I strongly recommend reading The age of surveillance capitalism by Soshana Zuboff.

Context

Somewhere around 1998 I started using IRC and it was fine. The clients were mostly free, the servers had all the messages but I don’t think they were popular enough or the companies were smart enough to make any use of that data.

A few years later, somewhere around 2000, microsoft msn started to gain traction. Microsoft’s goal was to make people use windows so they made active efforts not to allow external clients to work. By that point I was transitioning to Linux so I had to rely on a slightly unreliable experience to connect with my friends. As I moved forward with Linux, I started to use it less often at the cost of not talking to my friends. As I disagreed with the ownership of the data and the network, I moved on.

For a while I tried to use XMPP and jabber but I could only connect with a few people, mainly because of all the networks being pushed by big companies (AOL, Microsoft, Icq?).

Then google started to gain power and acceptance. In 2004 they launched gmail and shortly after a chat service based on jabber. That transition was great as it allowed me to connect to most of the people and keep my setup. Gmail got better and better so eventually it didn’t make sense to use an IMAP client for the email or an XMPP client for the chat.

Around 2005 Orkut became prevalent in my circle. Everybody at uni used it but I remember it not being particularly useful, more like a social experiment. Later facebook would take over and expand very aggressively across personal and not personal circles. I always had a negative opinion of it as it seemed to be particularly explicit on its use of private data.

10 years later most of my rich ecosystem of OSS apps and linux has been reduced to a browser. Beyond facebook, google and the rest, every company has integrated with them and moved to a data collecting, algorithm mediated non free mess. spotify decides the music. Reddit decides the news. Google decides the content of the searches and the adds. It also decides how to get to places. Youtube decides what to watch. And the tiny space for my own decisions shrinks over time.

The book

So I think the age of surveillance capitalism is mostly a research effort and to put things together and show the direction. It starts with history and how google, after the dot com bubble made them struggle, discovered that with the logs of the search engine they can predict effectively who would click on an ad. Then it explained how this effort continued and they collected more and more data from emails, voice calls, assistant, locations, books, websites visited, etc. How none of this is explicit to us.

All of this collection of data is a symptom of a realignment of the companies way of profit. They want to collect as much data so they can now how to target you better. But this comes with a big price to pay: The more they know you the more likely they are to steal your future choices in the name of advertising. There is a long introduction to Skinner’s work on this matter, a connection between facebook and lossing democracy with Trump and brexit (I recommend Carole Cadwalladr’s talk about the subject). But also the price of feeling addicted to consume information every day, crafted to get to know you better in the name of advertisers.

The relationship between us (the consumers or the raw material of behavioral surplus) and these companies and the rest of the world is slowly degrading because of this imbalance of power. Google has access to most aspects of my personality and I have no access to any data they have about me or share with other companies. The age of surveillance capitalism makes the thought of change necessary.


▶ [YOUR INSTRUCTIONS] Which of the lines below mention the word "legend"? Pull each one out.

▶ [INFORMATION]
-.-.-

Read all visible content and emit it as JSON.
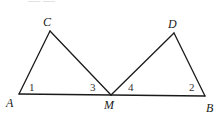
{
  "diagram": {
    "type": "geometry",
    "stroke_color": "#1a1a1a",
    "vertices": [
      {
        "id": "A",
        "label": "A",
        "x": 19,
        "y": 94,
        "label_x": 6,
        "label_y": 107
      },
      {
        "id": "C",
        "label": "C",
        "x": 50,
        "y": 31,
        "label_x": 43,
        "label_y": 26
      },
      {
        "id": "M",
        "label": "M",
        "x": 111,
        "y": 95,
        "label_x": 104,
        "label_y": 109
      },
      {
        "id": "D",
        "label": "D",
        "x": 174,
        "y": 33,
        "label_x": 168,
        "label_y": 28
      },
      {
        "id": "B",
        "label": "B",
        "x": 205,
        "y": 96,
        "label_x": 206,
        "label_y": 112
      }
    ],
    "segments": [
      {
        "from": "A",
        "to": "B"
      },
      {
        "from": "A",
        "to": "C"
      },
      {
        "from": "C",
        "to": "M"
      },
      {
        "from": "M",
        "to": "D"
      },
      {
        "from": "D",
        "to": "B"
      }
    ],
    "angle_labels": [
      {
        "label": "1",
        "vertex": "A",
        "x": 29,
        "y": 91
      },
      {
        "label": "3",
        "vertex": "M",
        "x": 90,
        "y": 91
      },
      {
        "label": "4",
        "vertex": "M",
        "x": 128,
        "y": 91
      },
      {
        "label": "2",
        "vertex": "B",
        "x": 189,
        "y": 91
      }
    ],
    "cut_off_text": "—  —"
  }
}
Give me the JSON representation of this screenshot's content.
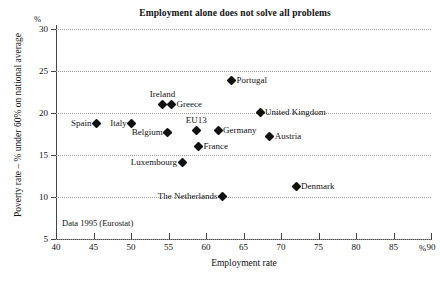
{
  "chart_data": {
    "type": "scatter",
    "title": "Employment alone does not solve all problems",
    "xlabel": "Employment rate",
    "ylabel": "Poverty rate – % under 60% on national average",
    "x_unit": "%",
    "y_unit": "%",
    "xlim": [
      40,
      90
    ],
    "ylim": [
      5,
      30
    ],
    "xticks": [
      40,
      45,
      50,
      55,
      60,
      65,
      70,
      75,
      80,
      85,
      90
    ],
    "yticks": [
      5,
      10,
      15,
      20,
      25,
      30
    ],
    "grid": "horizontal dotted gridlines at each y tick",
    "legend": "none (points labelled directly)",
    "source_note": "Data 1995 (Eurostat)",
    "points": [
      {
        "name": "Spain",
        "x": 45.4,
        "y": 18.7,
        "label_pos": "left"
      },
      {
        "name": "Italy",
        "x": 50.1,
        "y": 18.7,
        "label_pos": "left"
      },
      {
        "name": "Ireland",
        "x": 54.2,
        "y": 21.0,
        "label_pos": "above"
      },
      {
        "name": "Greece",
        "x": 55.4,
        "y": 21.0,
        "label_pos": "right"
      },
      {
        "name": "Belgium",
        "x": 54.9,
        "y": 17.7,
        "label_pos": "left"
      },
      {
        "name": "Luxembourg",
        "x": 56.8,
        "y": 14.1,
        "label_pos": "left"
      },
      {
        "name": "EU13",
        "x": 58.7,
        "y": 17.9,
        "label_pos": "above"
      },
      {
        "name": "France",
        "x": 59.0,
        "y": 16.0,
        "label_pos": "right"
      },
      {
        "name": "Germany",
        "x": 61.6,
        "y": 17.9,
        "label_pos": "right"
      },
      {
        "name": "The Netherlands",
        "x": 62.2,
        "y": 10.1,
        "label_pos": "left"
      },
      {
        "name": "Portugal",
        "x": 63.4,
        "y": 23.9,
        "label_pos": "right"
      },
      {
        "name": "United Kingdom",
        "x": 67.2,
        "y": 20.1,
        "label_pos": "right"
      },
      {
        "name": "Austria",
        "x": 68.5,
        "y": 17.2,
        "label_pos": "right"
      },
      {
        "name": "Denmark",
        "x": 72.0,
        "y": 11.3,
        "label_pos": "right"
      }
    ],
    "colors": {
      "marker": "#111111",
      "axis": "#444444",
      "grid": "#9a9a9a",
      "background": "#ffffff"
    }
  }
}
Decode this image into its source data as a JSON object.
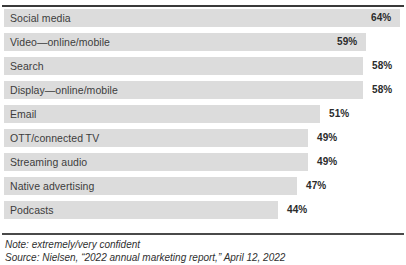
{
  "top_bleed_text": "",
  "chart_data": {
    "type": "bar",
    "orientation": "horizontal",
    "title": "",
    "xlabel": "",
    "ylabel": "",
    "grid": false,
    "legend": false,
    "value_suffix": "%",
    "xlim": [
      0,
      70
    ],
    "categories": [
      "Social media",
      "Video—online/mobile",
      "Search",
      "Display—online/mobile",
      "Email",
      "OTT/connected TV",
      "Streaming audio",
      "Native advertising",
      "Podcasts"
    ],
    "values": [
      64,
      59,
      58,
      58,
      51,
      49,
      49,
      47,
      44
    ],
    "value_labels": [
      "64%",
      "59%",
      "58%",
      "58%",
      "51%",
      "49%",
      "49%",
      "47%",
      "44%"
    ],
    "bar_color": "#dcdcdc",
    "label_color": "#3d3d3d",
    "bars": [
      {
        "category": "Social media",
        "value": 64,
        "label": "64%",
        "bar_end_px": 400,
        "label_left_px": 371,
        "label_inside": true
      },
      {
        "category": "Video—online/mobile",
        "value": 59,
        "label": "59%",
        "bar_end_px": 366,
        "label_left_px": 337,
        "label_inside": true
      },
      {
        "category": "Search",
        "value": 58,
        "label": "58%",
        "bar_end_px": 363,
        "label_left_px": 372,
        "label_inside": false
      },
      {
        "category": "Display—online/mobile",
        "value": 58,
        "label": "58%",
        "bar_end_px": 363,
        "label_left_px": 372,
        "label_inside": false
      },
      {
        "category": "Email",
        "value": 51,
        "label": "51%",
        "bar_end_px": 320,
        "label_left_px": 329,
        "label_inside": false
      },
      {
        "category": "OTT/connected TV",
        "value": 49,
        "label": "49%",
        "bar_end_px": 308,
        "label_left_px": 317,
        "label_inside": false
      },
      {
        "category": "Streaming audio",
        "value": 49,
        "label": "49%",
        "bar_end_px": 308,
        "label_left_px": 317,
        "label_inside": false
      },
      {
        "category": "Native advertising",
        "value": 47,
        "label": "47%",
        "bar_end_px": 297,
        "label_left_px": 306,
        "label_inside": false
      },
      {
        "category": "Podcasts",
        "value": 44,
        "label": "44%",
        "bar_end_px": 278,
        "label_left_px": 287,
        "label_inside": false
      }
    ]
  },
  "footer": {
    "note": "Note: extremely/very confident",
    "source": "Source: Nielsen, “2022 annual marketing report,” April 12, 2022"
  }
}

-.-.-

▶ [OUTPUT OF THE TASK]
    "legend": "none (points labelled directly)",
    "legend": false,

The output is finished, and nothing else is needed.